Of course, movies that appear very different can actually share the same plot structure. However, this is less evidence of plagiarism and more evidence of patterns in storytelling that are as old as storytelling itself. There are certain narrative rhythms and character dynamics that have been proven to satisfyingly scratch an itch in the human brain, and Hollywood has whittled them down to a set of finely-tuned formulas. There’s the classic hero’s journey (“Star Wars,” “Back to the Future,” “Harry Potter,” and a few million others). There’s the Syd Field Paradigm. There’s Michael Hauge’s six-stage plot structure. And if you’re feeling funky, there’s Freytag’s Pyramid.
Beneath these overarching structures lie countless familiar storytelling tropes. One of the “Frisco” script pages in the document is a scene that begins with one character entering and another character asking them, “What are you doing here?” — a screenwriting cliché so common that it was a running gag on “BoJack Horseman.”
Thanks to this shared language of storytelling you could pick pretty much any two screenplays at random, grab a highlighter, and find a wealth of similarities on the same level as a symbolic billboard and a symbolic bottle of cognac. Try it with “The Sound of Music” and “Ace Ventura: Pet Detective,” both of which begin with characters feeling discomfited by the main character’s chaotic behavior. How do you solve a problem like Ventura?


== What is expected ==
Copy each line below as written, but skip the pictures.

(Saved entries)

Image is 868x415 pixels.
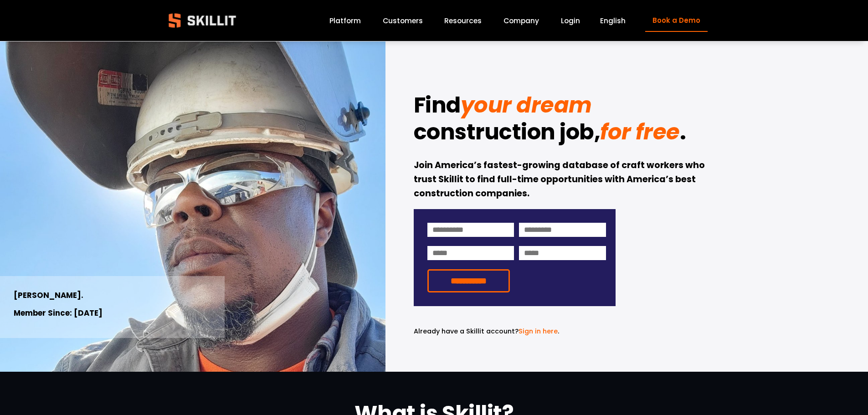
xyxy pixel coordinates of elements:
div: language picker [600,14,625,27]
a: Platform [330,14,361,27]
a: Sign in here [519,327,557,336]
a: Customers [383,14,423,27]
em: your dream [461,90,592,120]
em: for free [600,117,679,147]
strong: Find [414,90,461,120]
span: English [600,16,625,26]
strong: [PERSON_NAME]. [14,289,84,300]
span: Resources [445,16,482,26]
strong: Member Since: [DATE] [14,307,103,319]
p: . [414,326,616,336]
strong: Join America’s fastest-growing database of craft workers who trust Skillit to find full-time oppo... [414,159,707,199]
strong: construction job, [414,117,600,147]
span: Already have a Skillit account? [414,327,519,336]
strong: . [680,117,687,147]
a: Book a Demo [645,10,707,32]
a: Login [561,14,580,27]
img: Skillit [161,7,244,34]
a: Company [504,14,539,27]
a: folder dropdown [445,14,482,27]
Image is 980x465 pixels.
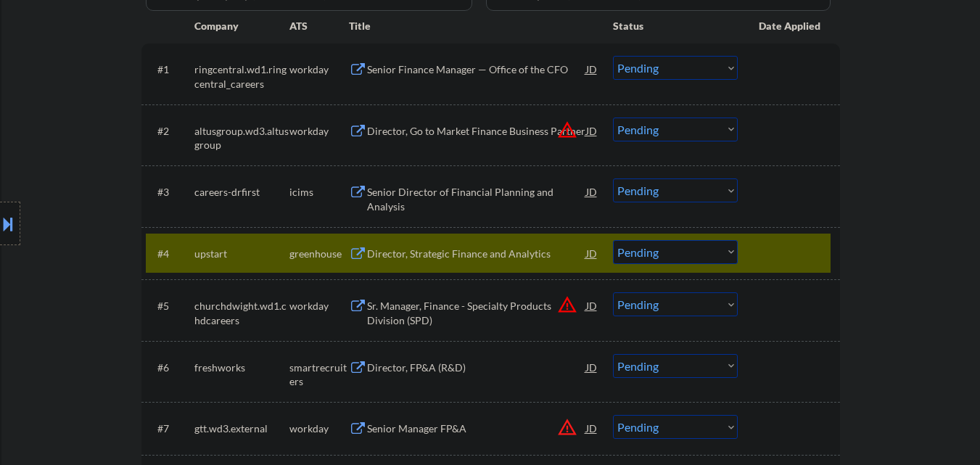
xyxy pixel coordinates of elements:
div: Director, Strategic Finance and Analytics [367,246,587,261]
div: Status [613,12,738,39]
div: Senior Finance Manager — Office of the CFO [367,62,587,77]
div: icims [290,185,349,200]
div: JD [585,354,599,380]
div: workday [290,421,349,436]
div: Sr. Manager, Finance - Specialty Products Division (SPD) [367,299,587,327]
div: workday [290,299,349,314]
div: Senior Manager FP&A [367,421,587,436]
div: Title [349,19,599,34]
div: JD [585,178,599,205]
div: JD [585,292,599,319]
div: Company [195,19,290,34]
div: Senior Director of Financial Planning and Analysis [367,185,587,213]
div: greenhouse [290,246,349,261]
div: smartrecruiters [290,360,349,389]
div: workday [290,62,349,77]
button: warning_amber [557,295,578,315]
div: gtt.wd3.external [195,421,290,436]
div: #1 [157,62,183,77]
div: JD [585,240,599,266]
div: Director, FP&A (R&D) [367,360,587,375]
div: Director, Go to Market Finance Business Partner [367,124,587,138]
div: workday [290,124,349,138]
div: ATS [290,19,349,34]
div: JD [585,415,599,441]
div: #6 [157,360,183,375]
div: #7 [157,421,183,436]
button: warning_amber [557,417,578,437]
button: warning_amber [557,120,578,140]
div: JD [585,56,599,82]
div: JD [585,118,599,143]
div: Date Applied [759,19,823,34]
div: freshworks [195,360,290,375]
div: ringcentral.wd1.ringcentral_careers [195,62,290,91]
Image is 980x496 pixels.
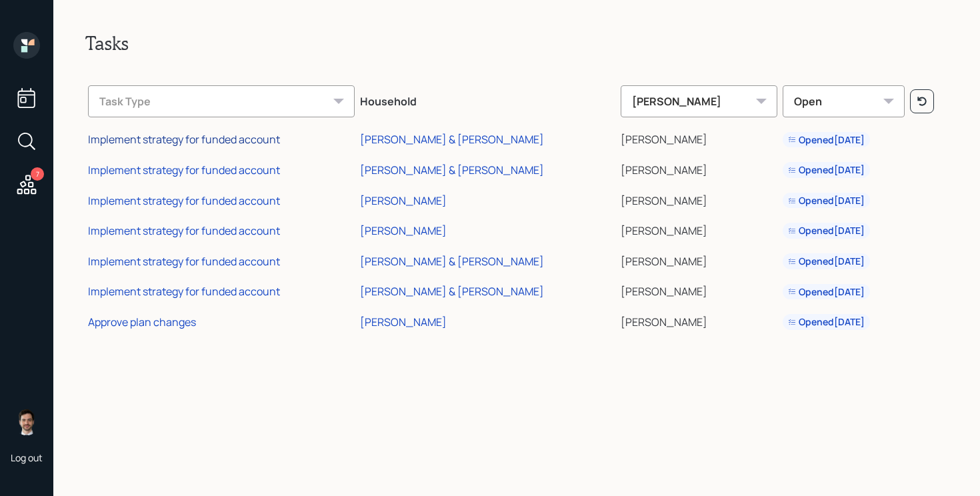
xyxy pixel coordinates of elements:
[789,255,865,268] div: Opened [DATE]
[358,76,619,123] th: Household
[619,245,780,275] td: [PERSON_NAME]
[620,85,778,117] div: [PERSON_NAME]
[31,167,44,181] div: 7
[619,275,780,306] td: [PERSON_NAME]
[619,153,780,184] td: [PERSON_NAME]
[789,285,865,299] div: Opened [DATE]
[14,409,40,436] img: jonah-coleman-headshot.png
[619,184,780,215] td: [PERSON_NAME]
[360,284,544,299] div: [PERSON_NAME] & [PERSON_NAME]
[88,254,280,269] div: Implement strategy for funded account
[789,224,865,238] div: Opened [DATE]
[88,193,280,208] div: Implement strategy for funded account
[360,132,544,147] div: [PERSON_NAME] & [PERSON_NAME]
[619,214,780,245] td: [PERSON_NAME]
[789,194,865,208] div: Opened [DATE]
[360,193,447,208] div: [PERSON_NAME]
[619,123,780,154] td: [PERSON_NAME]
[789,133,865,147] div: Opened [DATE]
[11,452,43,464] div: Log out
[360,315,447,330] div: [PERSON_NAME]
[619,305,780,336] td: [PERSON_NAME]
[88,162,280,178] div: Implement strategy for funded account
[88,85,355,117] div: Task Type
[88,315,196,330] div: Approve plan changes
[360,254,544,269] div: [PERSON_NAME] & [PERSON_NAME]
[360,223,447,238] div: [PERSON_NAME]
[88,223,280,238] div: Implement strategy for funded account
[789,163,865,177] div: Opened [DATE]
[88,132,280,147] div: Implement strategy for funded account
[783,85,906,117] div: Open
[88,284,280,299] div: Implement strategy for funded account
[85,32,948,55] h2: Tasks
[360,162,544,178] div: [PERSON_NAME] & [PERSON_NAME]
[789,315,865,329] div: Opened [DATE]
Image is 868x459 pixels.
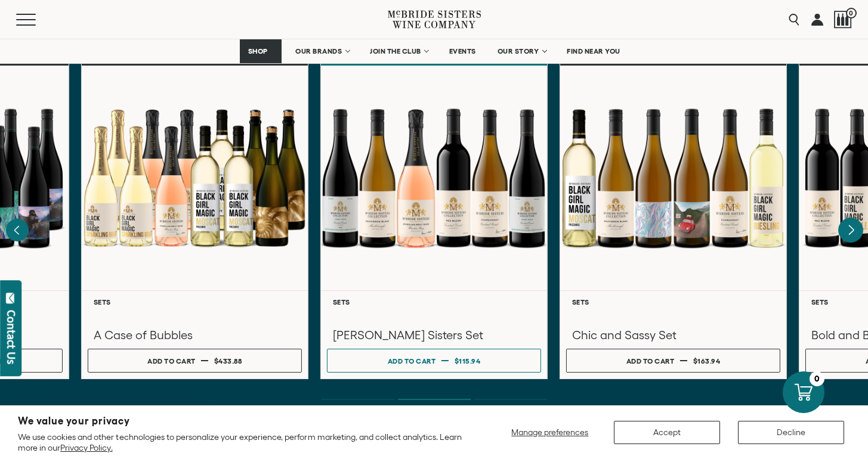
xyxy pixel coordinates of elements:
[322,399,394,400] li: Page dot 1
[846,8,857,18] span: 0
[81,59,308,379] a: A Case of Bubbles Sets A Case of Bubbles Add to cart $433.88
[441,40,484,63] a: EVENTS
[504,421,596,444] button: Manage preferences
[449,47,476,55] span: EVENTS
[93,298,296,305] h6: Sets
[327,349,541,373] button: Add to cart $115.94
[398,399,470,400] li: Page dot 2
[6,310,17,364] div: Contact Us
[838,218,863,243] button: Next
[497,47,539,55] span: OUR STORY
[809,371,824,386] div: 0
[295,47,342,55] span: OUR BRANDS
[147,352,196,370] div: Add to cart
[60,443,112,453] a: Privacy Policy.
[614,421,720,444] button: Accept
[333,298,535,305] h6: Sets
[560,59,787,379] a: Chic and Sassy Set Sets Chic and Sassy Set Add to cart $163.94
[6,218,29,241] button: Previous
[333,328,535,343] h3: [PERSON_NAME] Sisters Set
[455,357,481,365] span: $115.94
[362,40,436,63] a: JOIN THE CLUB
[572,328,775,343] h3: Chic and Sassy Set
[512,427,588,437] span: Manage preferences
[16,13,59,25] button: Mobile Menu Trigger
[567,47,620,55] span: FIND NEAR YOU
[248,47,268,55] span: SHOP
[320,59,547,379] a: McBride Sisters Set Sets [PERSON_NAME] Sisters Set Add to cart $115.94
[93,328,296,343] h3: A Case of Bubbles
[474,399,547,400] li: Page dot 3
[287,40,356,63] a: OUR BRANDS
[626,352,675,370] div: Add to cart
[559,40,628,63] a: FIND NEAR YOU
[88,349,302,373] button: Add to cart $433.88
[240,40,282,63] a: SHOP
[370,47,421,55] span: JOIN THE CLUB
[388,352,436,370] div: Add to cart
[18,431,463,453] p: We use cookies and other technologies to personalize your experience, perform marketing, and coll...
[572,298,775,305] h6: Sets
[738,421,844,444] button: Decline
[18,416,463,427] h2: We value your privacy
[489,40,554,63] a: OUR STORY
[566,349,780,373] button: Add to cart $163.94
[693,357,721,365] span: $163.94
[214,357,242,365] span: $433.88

== Completed exercise ==
Image is 868x415 pixels.
xyxy pixel coordinates of elements:
div: language picker [600,14,625,27]
a: Platform [330,14,361,27]
a: Sign in here [519,327,557,336]
a: Customers [383,14,423,27]
em: your dream [461,90,592,120]
em: for free [600,117,679,147]
strong: Find [414,90,461,120]
span: English [600,16,625,26]
strong: [PERSON_NAME]. [14,289,84,300]
span: Resources [445,16,482,26]
strong: Member Since: [DATE] [14,307,103,319]
p: . [414,326,616,336]
strong: Join America’s fastest-growing database of craft workers who trust Skillit to find full-time oppo... [414,159,707,199]
strong: construction job, [414,117,600,147]
span: Already have a Skillit account? [414,327,519,336]
strong: . [680,117,687,147]
a: Book a Demo [645,10,707,32]
a: Login [561,14,580,27]
img: Skillit [161,7,244,34]
a: Company [504,14,539,27]
a: folder dropdown [445,14,482,27]
Image is 980x465 pixels.
xyxy pixel coordinates of elements:
div: Director, Strategic Finance and Analytics [367,246,587,261]
div: Status [613,12,738,39]
div: Senior Finance Manager — Office of the CFO [367,62,587,77]
div: icims [290,185,349,200]
div: JD [585,354,599,380]
div: workday [290,421,349,436]
div: Sr. Manager, Finance - Specialty Products Division (SPD) [367,299,587,327]
div: workday [290,299,349,314]
div: Senior Manager FP&A [367,421,587,436]
div: Title [349,19,599,34]
div: JD [585,178,599,205]
div: JD [585,292,599,319]
div: Company [195,19,290,34]
div: Senior Director of Financial Planning and Analysis [367,185,587,213]
div: greenhouse [290,246,349,261]
div: smartrecruiters [290,360,349,389]
div: workday [290,62,349,77]
button: warning_amber [557,295,578,315]
div: gtt.wd3.external [195,421,290,436]
div: #1 [157,62,183,77]
div: JD [585,240,599,266]
div: Director, FP&A (R&D) [367,360,587,375]
div: Director, Go to Market Finance Business Partner [367,124,587,138]
div: workday [290,124,349,138]
div: ATS [290,19,349,34]
div: JD [585,415,599,441]
div: #6 [157,360,183,375]
div: #7 [157,421,183,436]
button: warning_amber [557,417,578,437]
button: warning_amber [557,120,578,140]
div: JD [585,56,599,82]
div: JD [585,118,599,143]
div: Date Applied [759,19,823,34]
div: freshworks [195,360,290,375]
div: ringcentral.wd1.ringcentral_careers [195,62,290,91]
Image is 980x496 pixels.
xyxy pixel coordinates of elements:
[789,255,865,268] div: Opened [DATE]
[358,76,619,123] th: Household
[619,245,780,275] td: [PERSON_NAME]
[620,85,778,117] div: [PERSON_NAME]
[31,167,44,181] div: 7
[619,275,780,306] td: [PERSON_NAME]
[619,153,780,184] td: [PERSON_NAME]
[789,285,865,299] div: Opened [DATE]
[14,409,40,436] img: jonah-coleman-headshot.png
[619,184,780,215] td: [PERSON_NAME]
[360,284,544,299] div: [PERSON_NAME] & [PERSON_NAME]
[88,254,280,269] div: Implement strategy for funded account
[789,224,865,238] div: Opened [DATE]
[88,193,280,208] div: Implement strategy for funded account
[360,132,544,147] div: [PERSON_NAME] & [PERSON_NAME]
[619,214,780,245] td: [PERSON_NAME]
[789,194,865,208] div: Opened [DATE]
[360,193,447,208] div: [PERSON_NAME]
[619,123,780,154] td: [PERSON_NAME]
[789,133,865,147] div: Opened [DATE]
[11,452,43,464] div: Log out
[360,315,447,330] div: [PERSON_NAME]
[619,305,780,336] td: [PERSON_NAME]
[88,162,280,178] div: Implement strategy for funded account
[88,85,355,117] div: Task Type
[88,315,196,330] div: Approve plan changes
[360,254,544,269] div: [PERSON_NAME] & [PERSON_NAME]
[360,223,447,238] div: [PERSON_NAME]
[88,223,280,238] div: Implement strategy for funded account
[789,163,865,177] div: Opened [DATE]
[88,132,280,147] div: Implement strategy for funded account
[783,85,906,117] div: Open
[88,284,280,299] div: Implement strategy for funded account
[85,32,948,55] h2: Tasks
[360,162,544,178] div: [PERSON_NAME] & [PERSON_NAME]
[789,315,865,329] div: Opened [DATE]
Image is 868x459 pixels.
xyxy pixel coordinates of elements:
[322,399,394,400] li: Page dot 1
[846,8,857,18] span: 0
[81,59,308,379] a: A Case of Bubbles Sets A Case of Bubbles Add to cart $433.88
[441,40,484,63] a: EVENTS
[504,421,596,444] button: Manage preferences
[449,47,476,55] span: EVENTS
[93,298,296,305] h6: Sets
[327,349,541,373] button: Add to cart $115.94
[398,399,470,400] li: Page dot 2
[6,310,17,364] div: Contact Us
[838,218,863,243] button: Next
[497,47,539,55] span: OUR STORY
[809,371,824,386] div: 0
[295,47,342,55] span: OUR BRANDS
[147,352,196,370] div: Add to cart
[60,443,112,453] a: Privacy Policy.
[614,421,720,444] button: Accept
[333,298,535,305] h6: Sets
[560,59,787,379] a: Chic and Sassy Set Sets Chic and Sassy Set Add to cart $163.94
[6,218,29,241] button: Previous
[333,328,535,343] h3: [PERSON_NAME] Sisters Set
[455,357,481,365] span: $115.94
[362,40,436,63] a: JOIN THE CLUB
[572,328,775,343] h3: Chic and Sassy Set
[512,427,588,437] span: Manage preferences
[16,13,59,25] button: Mobile Menu Trigger
[567,47,620,55] span: FIND NEAR YOU
[248,47,268,55] span: SHOP
[320,59,547,379] a: McBride Sisters Set Sets [PERSON_NAME] Sisters Set Add to cart $115.94
[93,328,296,343] h3: A Case of Bubbles
[474,399,547,400] li: Page dot 3
[287,40,356,63] a: OUR BRANDS
[626,352,675,370] div: Add to cart
[559,40,628,63] a: FIND NEAR YOU
[88,349,302,373] button: Add to cart $433.88
[240,40,282,63] a: SHOP
[370,47,421,55] span: JOIN THE CLUB
[388,352,436,370] div: Add to cart
[18,431,463,453] p: We use cookies and other technologies to personalize your experience, perform marketing, and coll...
[572,298,775,305] h6: Sets
[738,421,844,444] button: Decline
[18,416,463,427] h2: We value your privacy
[489,40,554,63] a: OUR STORY
[566,349,780,373] button: Add to cart $163.94
[693,357,721,365] span: $163.94
[214,357,242,365] span: $433.88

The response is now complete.